My friend studied me askance. “What did you say?”

“Nothing important. At least, not before he drugged me.” I told her all about drinking the spiked champagne.

“Oh, my God!”

“I’m okay. I was rescued before he could—before anything happened.”

“Thank heavens. That’s my worst fear. Did you—well, did you ask him about Carolina?”

“He says they’re separated.”

“And the child? It’s a girl, right?”

“She’s with Raphael’s parents in Brazil. Her name is Mariel.”

Lexie frowned. “Nora, when you helped Carolina when she couldn’t get pregnant—I know it was a time in your life when these things weren’t so important to you.”

At last I could discuss it. Here was Lexie, who’d been through it with me back in college. She knew the whole story, and had helped me figure out what to do then.

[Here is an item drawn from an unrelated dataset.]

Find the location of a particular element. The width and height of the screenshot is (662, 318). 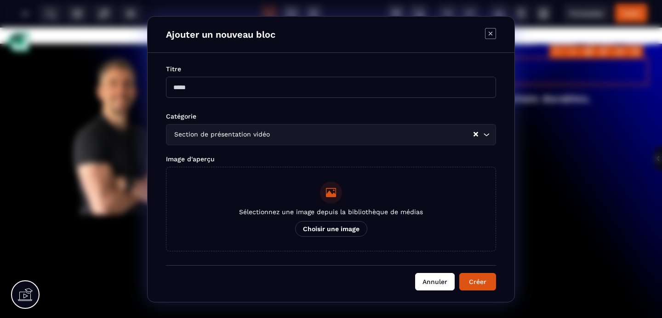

Perhaps she could help me now, too.

“It seemed so easy,” I said. “I went to the hospital, and a doctor took some of my eggs, and it was as simple as having a routine exam, almost. And the legal contract—the promise that I’d never try to meet the child or have any communication with her—it didn’t seem so earth-shattering.”

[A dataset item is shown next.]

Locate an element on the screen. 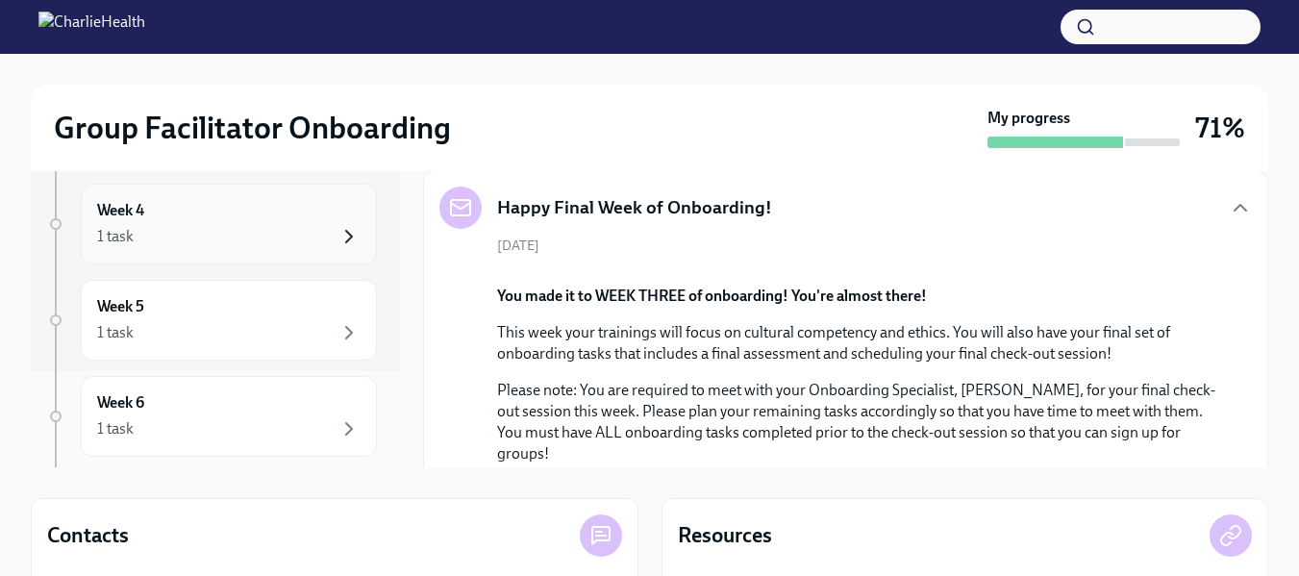 Image resolution: width=1299 pixels, height=576 pixels. h6: Week 6 is located at coordinates (120, 403).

“You were twenty years old! And doing something nice for a friend who needed help.”

I nodded. “His parents were so insistent they have children right away. And when Carolina discovered she couldn’t, Raphael demanded a divorce. She was so crazy in love with him. It all seemed so romantic at the time.”

“Seems downright medieval now, doesn’t it?”

“But to a college girl—one like me, who always thought true love conquered all…I don’t know. I wanted to help.”

“And now,” Lexie said, “you’ve had two miscarriages. And you want children of your own.”

“I do.”

“And Michael.” Lexie smiled. “I suppose he wants a whole platoon of little Corleones, doesn’t he?”

I found myself trembling then.

It was Lexie’s turn to hug me. “Oh, sweetie.”

“Thing is, Lex, I’m afraid to tell Michael. I haven’t told him about helping Raphael and Carolina have a baby.”

“Darling, why?”

“Because of something he said. Libby—oh, you don’t have to hear the whole story, but in one of her nutty moments, Libby said she’d be happy to be a surrogate mother if we decided to have children that way—”

“Oh, dear!”

“And Michael said—he said he didn’t want any Frankenstein babies.”

Lexie winced. “Ouch.”

“I know. It was awful.”

“Nora, if he didn’t know, if he was simply responding to Libby—”

“He said something similar months ago. Underneath everything else, Michael is a devout Catholic. He still goes to Mass, to that church with the ultraconservative priest. He’s had it beaten into his head there’s no other way to have children except how God intended.”

“Well, God wouldn’t have let man invent the wheel if He didn’t think we’d come up with a few other ideas on our own.”

I shook my head. “I don’t know.”

“Are you going to tell Michael? About Raphael and Carolina’s kid?”

“My kid,” I corrected. “He’s going to think of her as my kid.”

“Well, yes, but…not really. What you did for your friends has no bearing on your life with Michael, does it?”

“I don’t know. I don’t know how he’ll react if I tell him, so maybe I should keep it a secret. He doesn’t really need to know. And yet,” I said slowly, “I may not have any other children, Lex. That little girl in Brazil might be the only child I’ll ever have in the world.”